Much of the recent debate in early modern European labor and economic history has centered on Jan de Vries's concept of the industrious revolution. Briefly, he claimed that workers during the period 1650-1800 chose to labor longer hours, often at greater intensity, in order to consume novel manufactured goods and imported commodities. Moreover, plebeian families increasingly pursued new employments beyond the household to pay for these objects. As a result, men, women, and children spent ever more hours in waged labor, and their growing purchasing power proved decisive in stimulating large-scale European industrialization. My work on the history of French and English papermaking raises fundamental challenges to this model. First, paperworkers already labored exhausting hours at the outset of de Vries's period of newfound industriousness. Second, masters and workers alike knew that they had to both "speed up" and "take their time" to turn out quality paper at the expected rate. Third, women and adolescent workers toiled for wages in paper mills long before the seventeenth and eighteenth centuries. On the eve of large-scale mechanization, enduring shopfloor realities, skills, and quotas prevented a surge of productivity beyond papermaking's familiar standards. With the demand for paper rising rapidly, it was the absence of an industrious revolution in papermaking that turned the manufacturers' attention first to enlarged mills and small technological shifts, and finally, to the development of a papermaking machine.
This article considers how the capitalist practices and organisation of hand papermaking framed the coming of mechanised paper production during the Age of Revolutions. The lived experience of making paper by hand had been as tightly wrapped as the synchronised toil of its workers and the trade's wage system. Neither the ’industrial Enlightenment’ nor an ‘industrious revolution’ had transformed paper production. Instead, the papermaking machine drew on and unravelled a durable web of skilled toil, custom, compensation, worktime, and shopfloor relationships. In doing so, the inventor of this device, Nicolas-Louis Robert, imagined that it would offer the manufacturers unfettered sway over their shops; indeed, he privileged this purpose above efficiency and productivity. That mastery remained incomplete, however, as paper producers still required men who had mastered the trade's tacit knowledge about such matters as pulp, finish, and the proper weather for production.

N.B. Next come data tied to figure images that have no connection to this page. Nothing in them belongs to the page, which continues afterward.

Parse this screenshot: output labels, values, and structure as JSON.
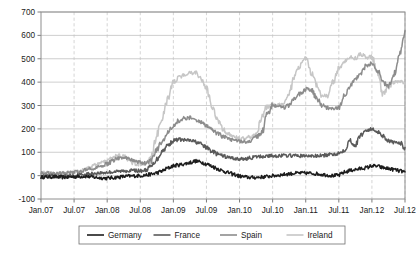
{
  "chart_data": {
    "type": "line",
    "title": "",
    "subtitle": "",
    "xlabel": "",
    "ylabel": "",
    "ylim": [
      -100,
      700
    ],
    "ytick_step": 100,
    "yticks": [
      "700",
      "600",
      "500",
      "400",
      "300",
      "200",
      "100",
      "0",
      "-100"
    ],
    "ytick_values": [
      700,
      600,
      500,
      400,
      300,
      200,
      100,
      0,
      -100
    ],
    "xticks": [
      "Jan.07",
      "Jul.07",
      "Jan.08",
      "Jul.08",
      "Jan.09",
      "Jul.09",
      "Jan.10",
      "Jul.10",
      "Jan.11",
      "Jul.11",
      "Jan.12",
      "Jul.12"
    ],
    "xtick_values": [
      0,
      6,
      12,
      18,
      24,
      30,
      36,
      42,
      48,
      54,
      60,
      66
    ],
    "xlim": [
      0,
      66
    ],
    "x_unit": "months since Jan 2007",
    "grid": {
      "horizontal": true,
      "vertical": true,
      "vertical_style": "dashed"
    },
    "legend": {
      "position": "bottom-center",
      "entries": [
        "Germany",
        "France",
        "Spain",
        "Ireland"
      ]
    },
    "colors": {
      "Germany": "#1d1d1d",
      "France": "#5a5a5a",
      "Spain": "#8c8c8c",
      "Ireland": "#c6c6c6",
      "grid_horizontal": "#b9b9b9",
      "grid_vertical": "#c3c3c3",
      "frame": "#8e8e8e",
      "background": "#ffffff",
      "text": "#1a1a1a"
    },
    "series": [
      {
        "name": "Germany",
        "color": "#1d1d1d",
        "width": 1.5,
        "x": [
          0,
          1,
          2,
          3,
          4,
          5,
          6,
          7,
          8,
          9,
          10,
          11,
          12,
          13,
          14,
          15,
          16,
          17,
          18,
          19,
          20,
          21,
          22,
          23,
          24,
          25,
          26,
          27,
          28,
          29,
          30,
          31,
          32,
          33,
          34,
          35,
          36,
          37,
          38,
          39,
          40,
          41,
          42,
          43,
          44,
          45,
          46,
          47,
          48,
          49,
          50,
          51,
          52,
          53,
          54,
          55,
          56,
          57,
          58,
          59,
          60,
          61,
          62,
          63,
          64,
          65,
          66
        ],
        "values": [
          -6,
          -6,
          -5,
          -6,
          -7,
          -6,
          -5,
          -4,
          -3,
          -5,
          -8,
          -10,
          -11,
          -9,
          -7,
          -4,
          -2,
          -1,
          0,
          2,
          6,
          12,
          20,
          32,
          42,
          46,
          50,
          56,
          62,
          58,
          50,
          40,
          30,
          20,
          12,
          5,
          -2,
          -6,
          -8,
          -8,
          -6,
          -4,
          -1,
          2,
          5,
          8,
          10,
          11,
          11,
          10,
          8,
          5,
          2,
          0,
          2,
          14,
          22,
          26,
          30,
          34,
          42,
          40,
          34,
          30,
          26,
          20,
          16
        ]
      },
      {
        "name": "France",
        "color": "#5a5a5a",
        "width": 1.5,
        "x": [
          0,
          1,
          2,
          3,
          4,
          5,
          6,
          7,
          8,
          9,
          10,
          11,
          12,
          13,
          14,
          15,
          16,
          17,
          18,
          19,
          20,
          21,
          22,
          23,
          24,
          25,
          26,
          27,
          28,
          29,
          30,
          31,
          32,
          33,
          34,
          35,
          36,
          37,
          38,
          39,
          40,
          41,
          42,
          43,
          44,
          45,
          46,
          47,
          48,
          49,
          50,
          51,
          52,
          53,
          54,
          55,
          56,
          57,
          58,
          59,
          60,
          61,
          62,
          63,
          64,
          65,
          66
        ],
        "values": [
          -4,
          -3,
          -2,
          -3,
          -4,
          -2,
          0,
          3,
          6,
          8,
          10,
          12,
          14,
          16,
          18,
          20,
          22,
          22,
          20,
          24,
          40,
          70,
          105,
          130,
          150,
          155,
          152,
          150,
          145,
          135,
          120,
          105,
          92,
          84,
          78,
          74,
          70,
          72,
          76,
          80,
          82,
          84,
          85,
          85,
          86,
          86,
          85,
          85,
          84,
          84,
          84,
          86,
          88,
          92,
          96,
          110,
          150,
          130,
          175,
          195,
          198,
          190,
          170,
          150,
          140,
          142,
          120
        ]
      },
      {
        "name": "Spain",
        "color": "#8c8c8c",
        "width": 1.5,
        "x": [
          0,
          1,
          2,
          3,
          4,
          5,
          6,
          7,
          8,
          9,
          10,
          11,
          12,
          13,
          14,
          15,
          16,
          17,
          18,
          19,
          20,
          21,
          22,
          23,
          24,
          25,
          26,
          27,
          28,
          29,
          30,
          31,
          32,
          33,
          34,
          35,
          36,
          37,
          38,
          39,
          40,
          41,
          42,
          43,
          44,
          45,
          46,
          47,
          48,
          49,
          50,
          51,
          52,
          53,
          54,
          55,
          56,
          57,
          58,
          59,
          60,
          61,
          62,
          63,
          64,
          65,
          66
        ],
        "values": [
          10,
          10,
          9,
          8,
          10,
          12,
          14,
          18,
          24,
          30,
          36,
          42,
          50,
          62,
          74,
          80,
          70,
          62,
          56,
          52,
          64,
          110,
          150,
          185,
          215,
          235,
          245,
          247,
          240,
          228,
          212,
          195,
          180,
          168,
          158,
          150,
          146,
          144,
          148,
          165,
          180,
          260,
          300,
          298,
          292,
          300,
          330,
          350,
          370,
          365,
          330,
          300,
          290,
          288,
          292,
          340,
          380,
          410,
          440,
          470,
          482,
          450,
          400,
          380,
          430,
          520,
          620
        ]
      },
      {
        "name": "Ireland",
        "color": "#c6c6c6",
        "width": 1.5,
        "x": [
          0,
          1,
          2,
          3,
          4,
          5,
          6,
          7,
          8,
          9,
          10,
          11,
          12,
          13,
          14,
          15,
          16,
          17,
          18,
          19,
          20,
          21,
          22,
          23,
          24,
          25,
          26,
          27,
          28,
          29,
          30,
          31,
          32,
          33,
          34,
          35,
          36,
          37,
          38,
          39,
          40,
          41,
          42,
          43,
          44,
          45,
          46,
          47,
          48,
          49,
          50,
          51,
          52,
          53,
          54,
          55,
          56,
          57,
          58,
          59,
          60,
          61,
          62,
          63,
          64,
          65,
          66
        ],
        "values": [
          12,
          12,
          11,
          10,
          10,
          12,
          14,
          18,
          26,
          36,
          48,
          58,
          68,
          80,
          86,
          82,
          62,
          50,
          48,
          52,
          80,
          175,
          250,
          330,
          400,
          420,
          430,
          438,
          440,
          420,
          370,
          300,
          240,
          200,
          178,
          168,
          160,
          158,
          166,
          175,
          250,
          295,
          305,
          300,
          310,
          350,
          430,
          470,
          510,
          440,
          390,
          340,
          345,
          400,
          460,
          490,
          510,
          500,
          520,
          505,
          510,
          440,
          350,
          380,
          400,
          400,
          400
        ]
      }
    ]
  },
  "legend": {
    "items": [
      {
        "label": "Germany",
        "color": "#1d1d1d"
      },
      {
        "label": "France",
        "color": "#5a5a5a"
      },
      {
        "label": "Spain",
        "color": "#8c8c8c"
      },
      {
        "label": "Ireland",
        "color": "#c6c6c6"
      }
    ]
  }
}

scite is a Brooklyn-based organization that helps researchers better discover and understand research articles through Smart Citations–citations that display the context of the citation and describe whether the article provides supporting or contrasting evidence. scite is used by students and researchers from around the world and is funded in part by the National Science Foundation and the National Institute on Drug Abuse of the National Institutes of Health.